The Government has been accused of 'closing their eyes' to the damage caused by funding cuts, by Labour local government leaders.
Labour council leaders and mayors have published a joint statement accusing the Government of reducing spending to ‘intolerable’ levels while ‘attempting to lay the blame at the feet of local councillors’.
The statement read: ‘Cuts to local government are an attempt by the Conservative Government to push the blame for cuts down to local government while dismantling the welfare state.
‘Their forced sale of council homes – without funding replacements - further demonstrates their strategy to abdicate responsibility for the worst decisions they are making.'
Their comments came after prime minister David Cameron was earlier this month embroiled in a high-profile spat with his constituency county Oxfordshire CC. The prime minister caused controversy when he wrote a letter detailing his disappointment that the council was not ‘making back office savings and protecting the frontline’ when proposing cutbacks.

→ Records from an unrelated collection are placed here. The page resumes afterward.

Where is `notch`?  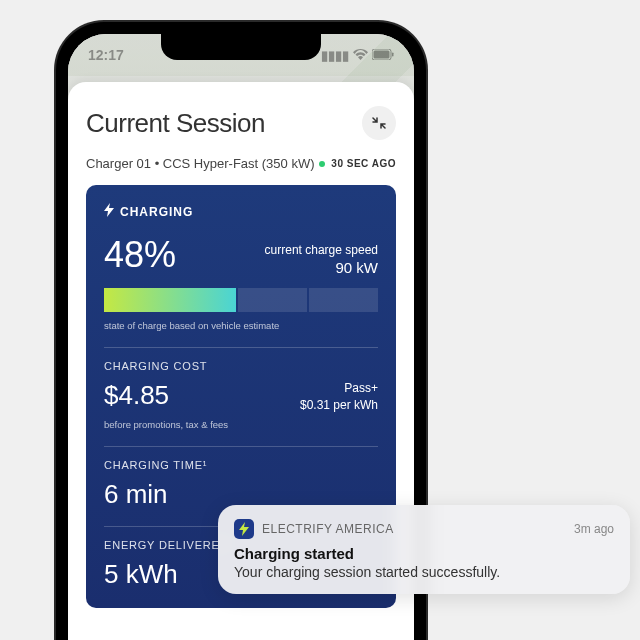
notch is located at coordinates (241, 47).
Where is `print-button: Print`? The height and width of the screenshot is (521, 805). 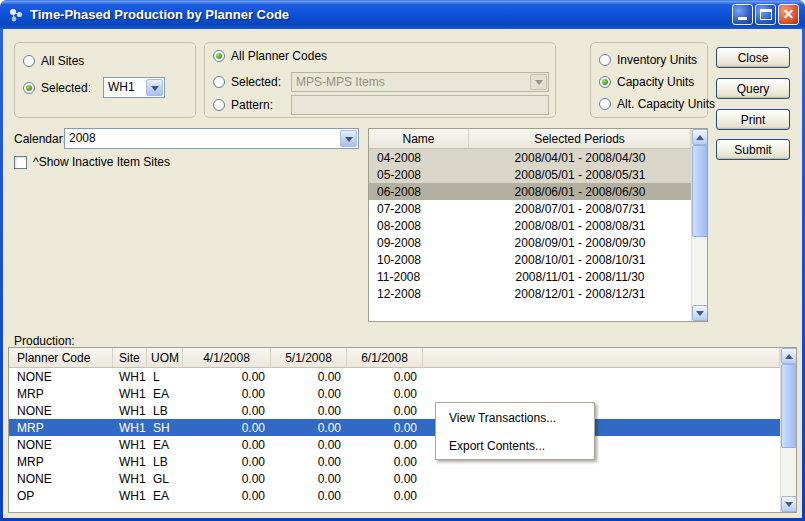 print-button: Print is located at coordinates (753, 120).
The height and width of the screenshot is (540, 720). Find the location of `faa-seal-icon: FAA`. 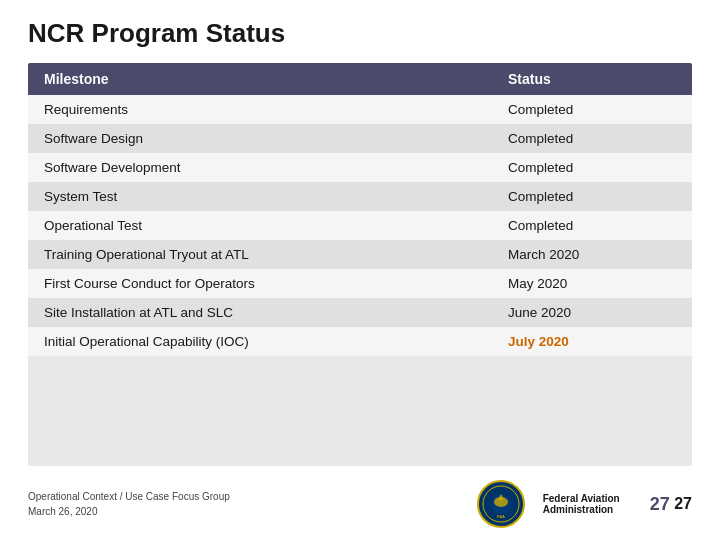

faa-seal-icon: FAA is located at coordinates (501, 504).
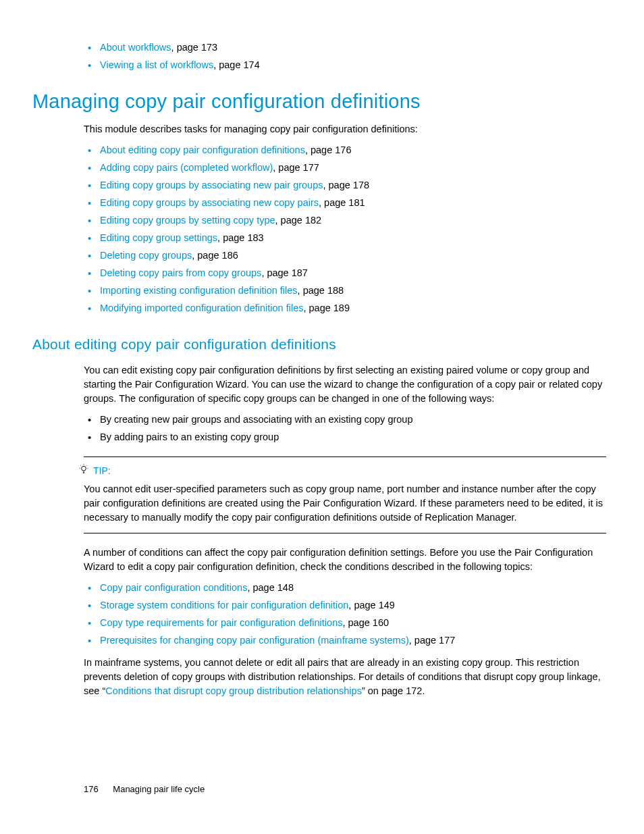  Describe the element at coordinates (345, 273) in the screenshot. I see `list-item: Deleting copy pairs from copy groups, pa…` at that location.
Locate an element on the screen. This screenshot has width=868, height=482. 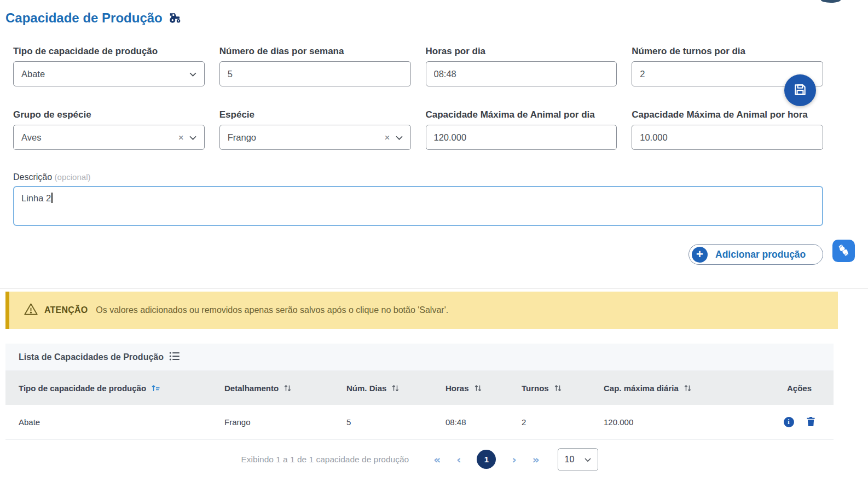
cell-detalhamento: Frango is located at coordinates (286, 422).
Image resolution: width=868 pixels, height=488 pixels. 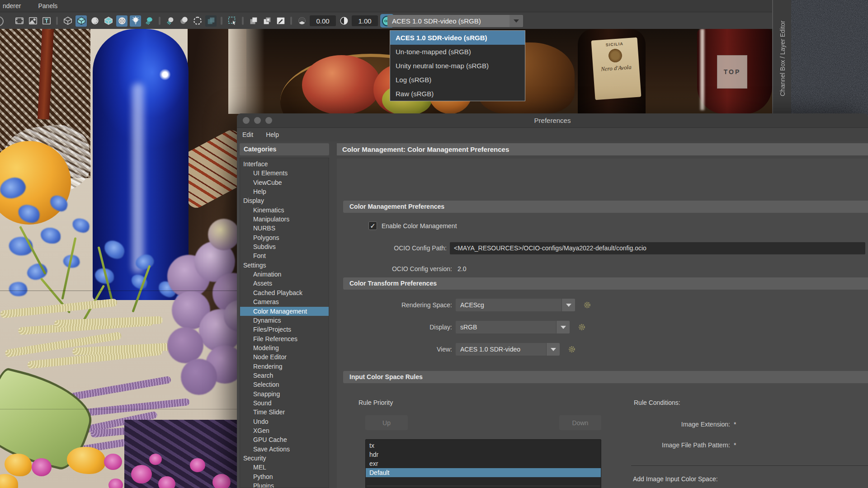 I want to click on category-item-modeling: Modeling, so click(x=284, y=348).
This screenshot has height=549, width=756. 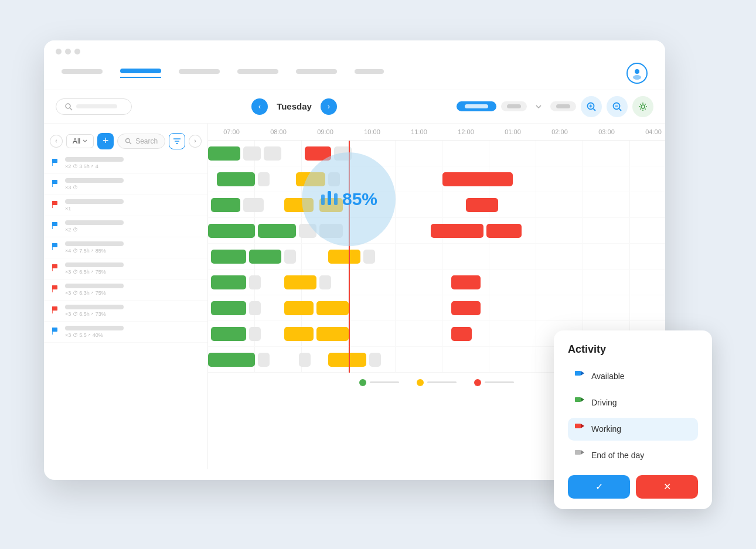 What do you see at coordinates (648, 132) in the screenshot?
I see `time-col-04:00: 04:00` at bounding box center [648, 132].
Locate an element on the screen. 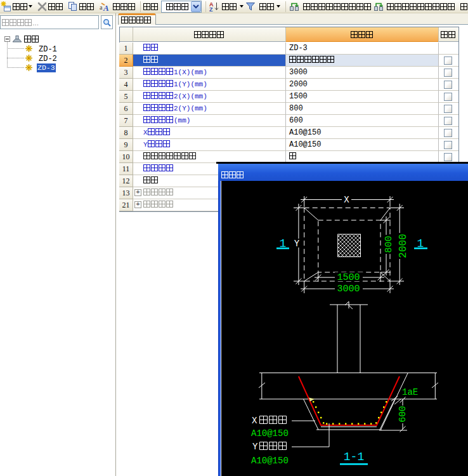 The height and width of the screenshot is (476, 468). svg-text: 1-1 is located at coordinates (354, 457).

The comments were made by the party’s shadow chancellor John McDonnell, shadow transport secretary Lilian Greenwood, Lewisham mayor Steve Bullock, Liverpool mayor Joe Anderson (pictured), Manchester City Council leader Richard Leese, Nottingham City Council deputy leader Graham Chapman, Tameside MBC leader Kieran Quinn, Stevenage BC leader Sharon Taylor and Derbyshire CC leader Anne Western.
The Department for Communities and Local Government has been approached for comment.